The term “industrial relations” has developed both a broad and a narrow meaning. Originally, industrial relations was broadly defined to include the totality of relationships and interactions between employers and employees. From this perspective, industrial relations covers all aspects of the employment relationship, including human resource (or personnel) management, employee relations, and union-management (or labor) relations.
Interaction between employers, employees, and the government; and the institutions and associations through which such interactions are mediated. Government has a direct involvement in industrial relations, through its role as an employer; one that is particularly prominent in states where there are high levels of nationalization.
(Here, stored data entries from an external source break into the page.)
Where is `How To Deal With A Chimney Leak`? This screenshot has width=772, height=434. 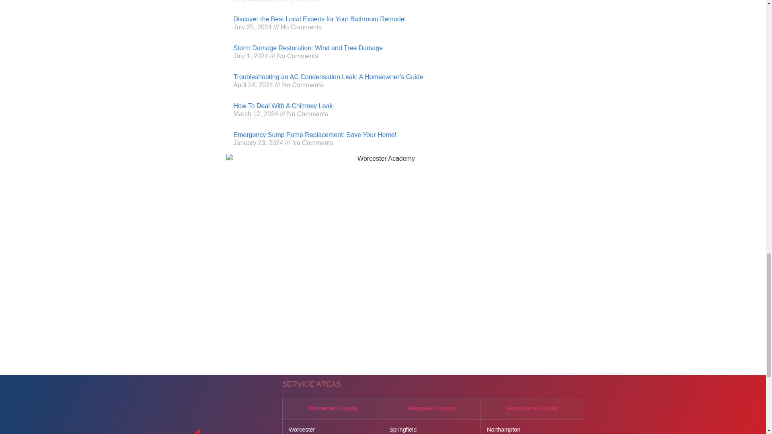
How To Deal With A Chimney Leak is located at coordinates (283, 106).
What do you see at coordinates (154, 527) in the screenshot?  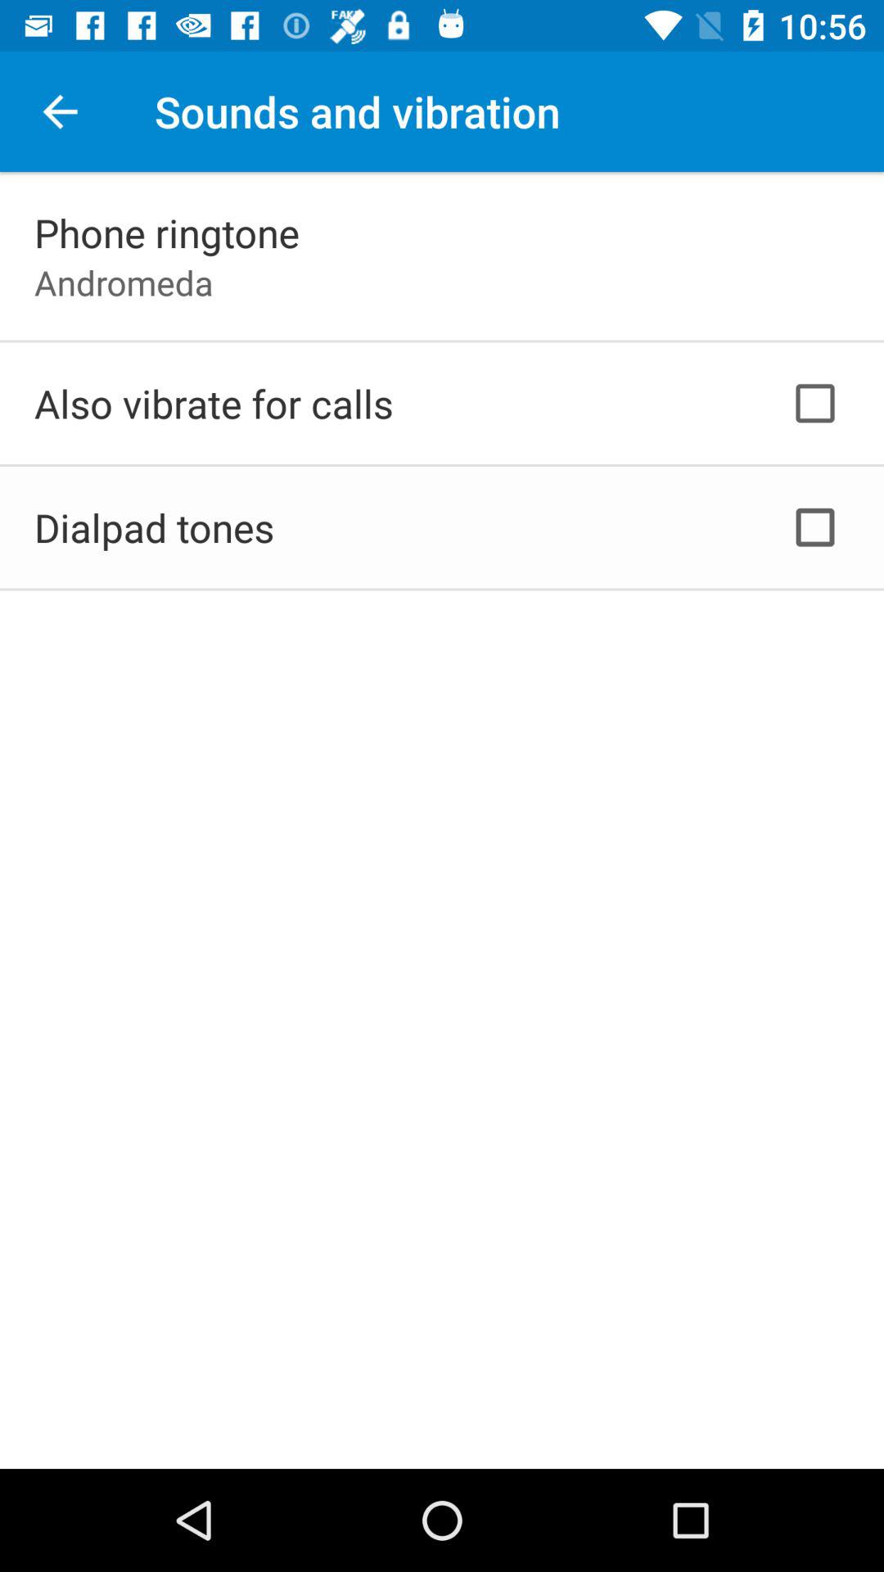 I see `scroll until dialpad tones item` at bounding box center [154, 527].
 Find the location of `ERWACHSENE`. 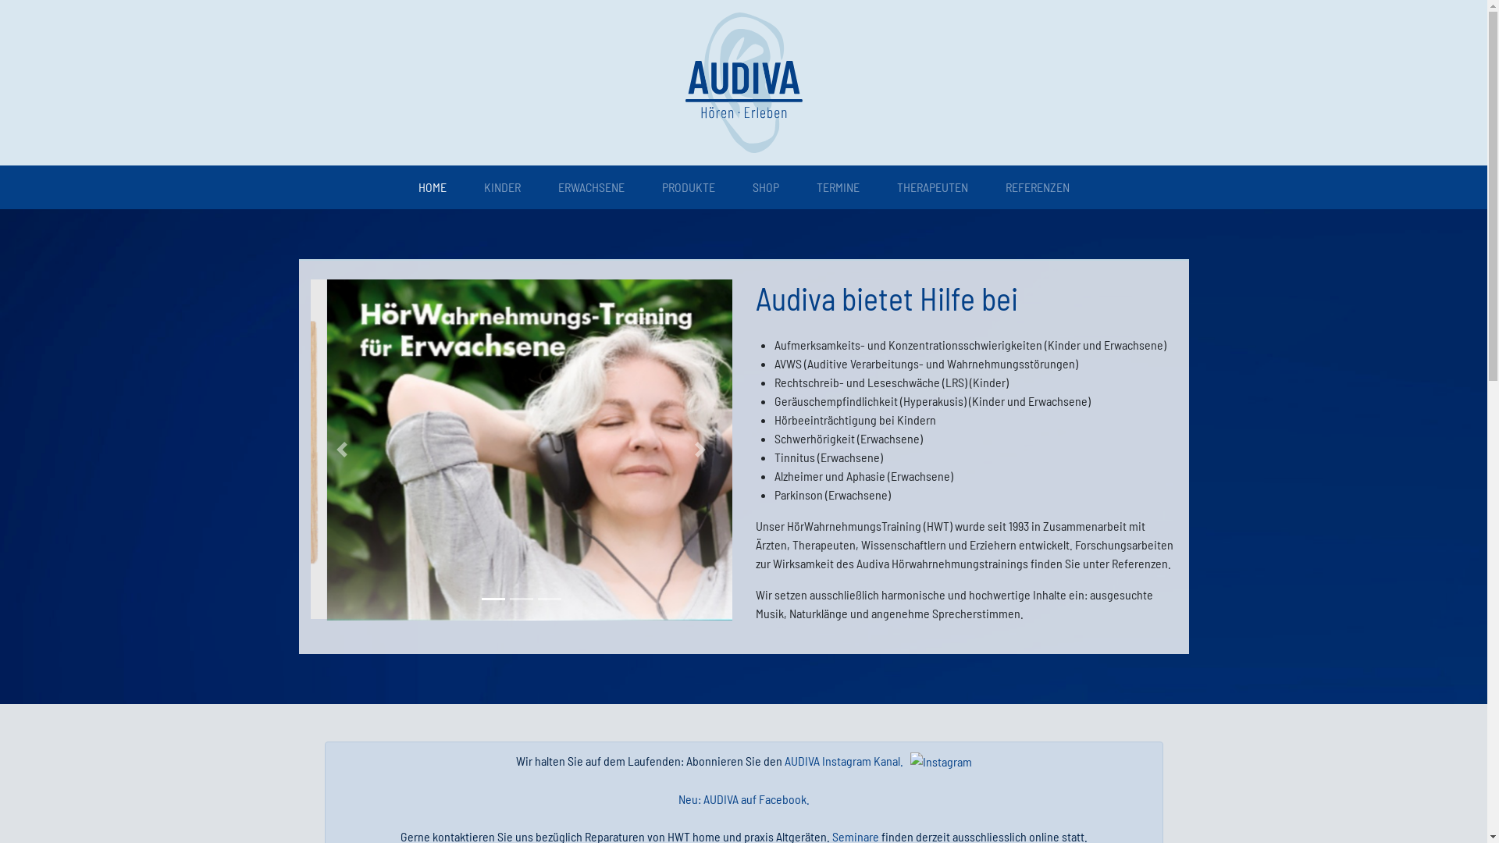

ERWACHSENE is located at coordinates (590, 187).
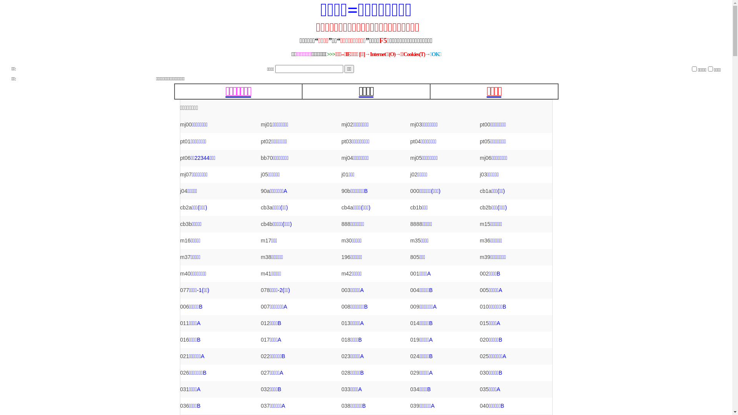 The height and width of the screenshot is (415, 738). Describe the element at coordinates (415, 340) in the screenshot. I see `019` at that location.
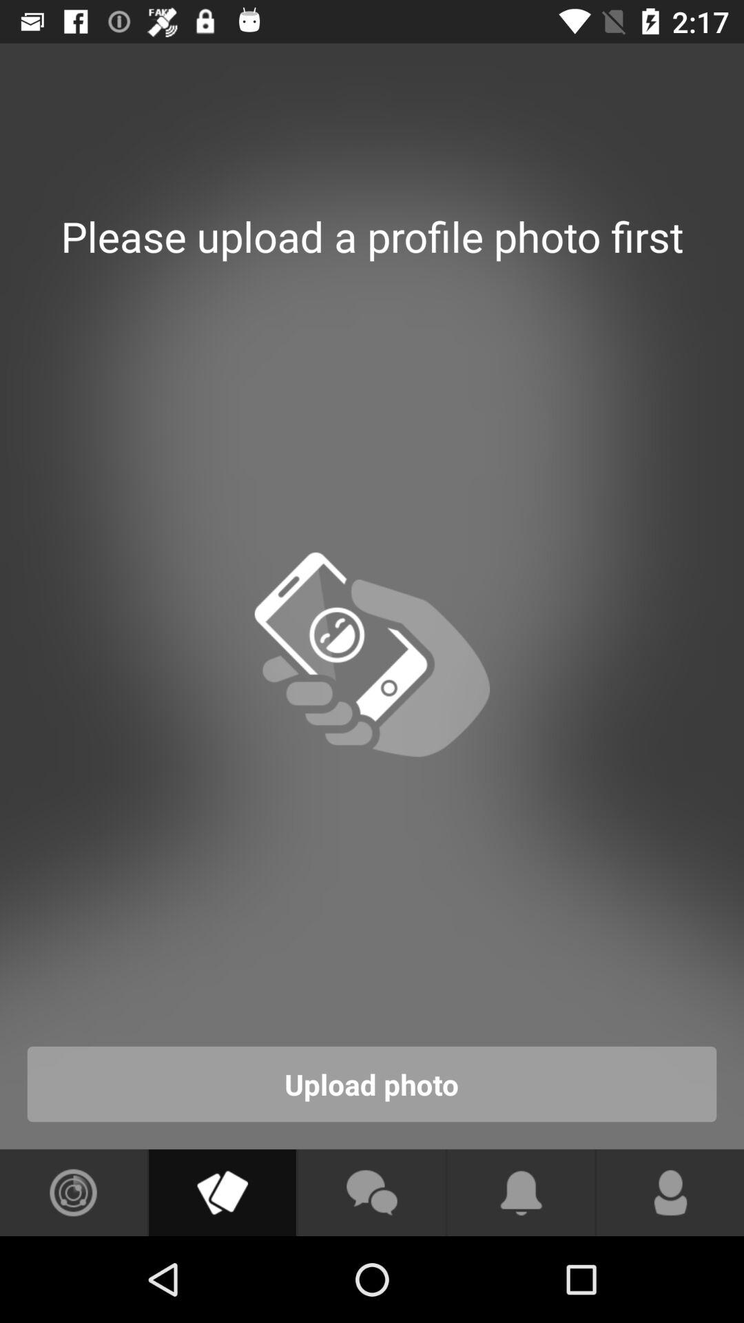  What do you see at coordinates (371, 1192) in the screenshot?
I see `go to massage` at bounding box center [371, 1192].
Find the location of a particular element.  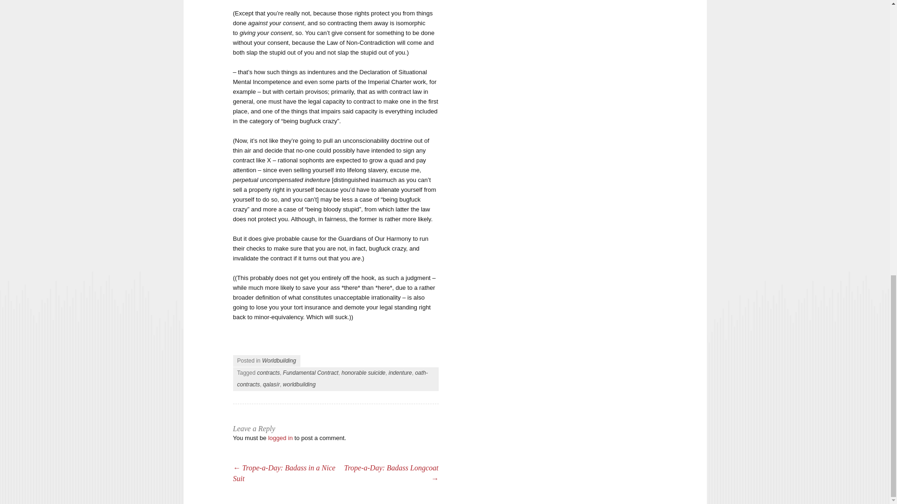

oath-contracts is located at coordinates (333, 378).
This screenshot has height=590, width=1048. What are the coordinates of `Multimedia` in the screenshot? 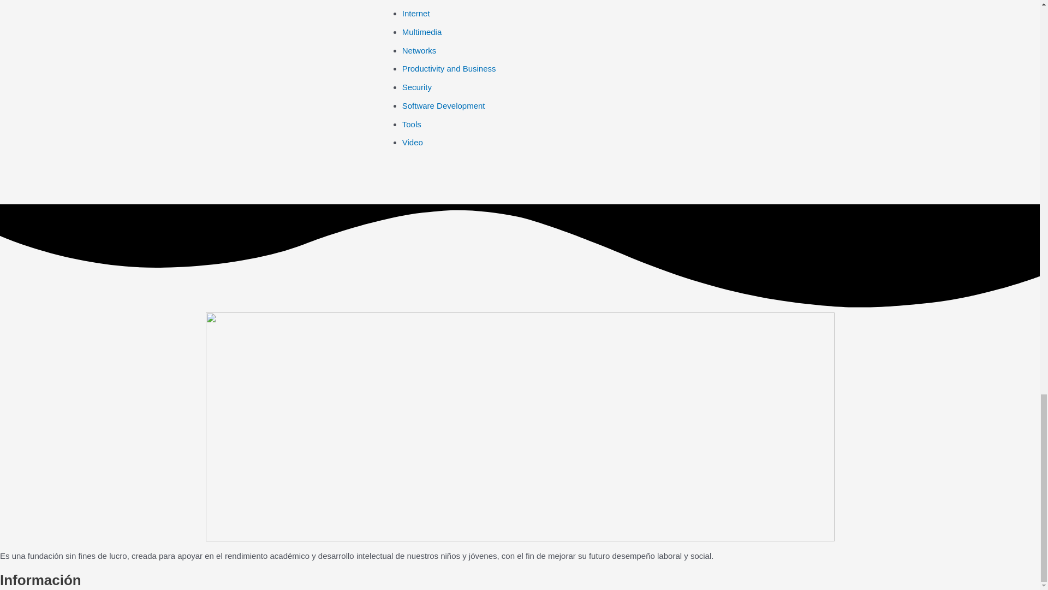 It's located at (423, 32).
the term “industrial relations” came into prominent usage in the 1910s, its roots extend back at least three decades into the nineteenth century. It was during this period, beginning in the 1870s, that the process of industrialization began in earnest in the United States, leading to the emergence of a growing urban-based wage-earning labour force working in large-scale factories, mills, and mines. Conditions growing out of the industrialization process—twelve-hour work days, tens of thousands of work-related fatalities, low wages, extremely high rates of labor turnover, and poor employee work effort and attitudes—led to growing numbers of strikes, revolutionary economic and political movements, and demands for social and economic reform.
During the prosperous and politically conservative 1920s, the American labor movement suffered a significant loss in membership, influence, and public approval, while restrictive court rulings and conservative political opposition hobbled the extension of labor legislation. In this period the major line of advance in industrial relations was the employer’s solution of personnel management. Numerous firms established personnel departments and in various ways tried to reduce the most serious causes of labour unrest and turnover.
Thus the term “industrial relations” is increasingly associated with the unionized sector of the labor market. But a minority of participants continue to view industrial relations as pertaining to the entire world of work and, in particular, the three solutions to labour problems.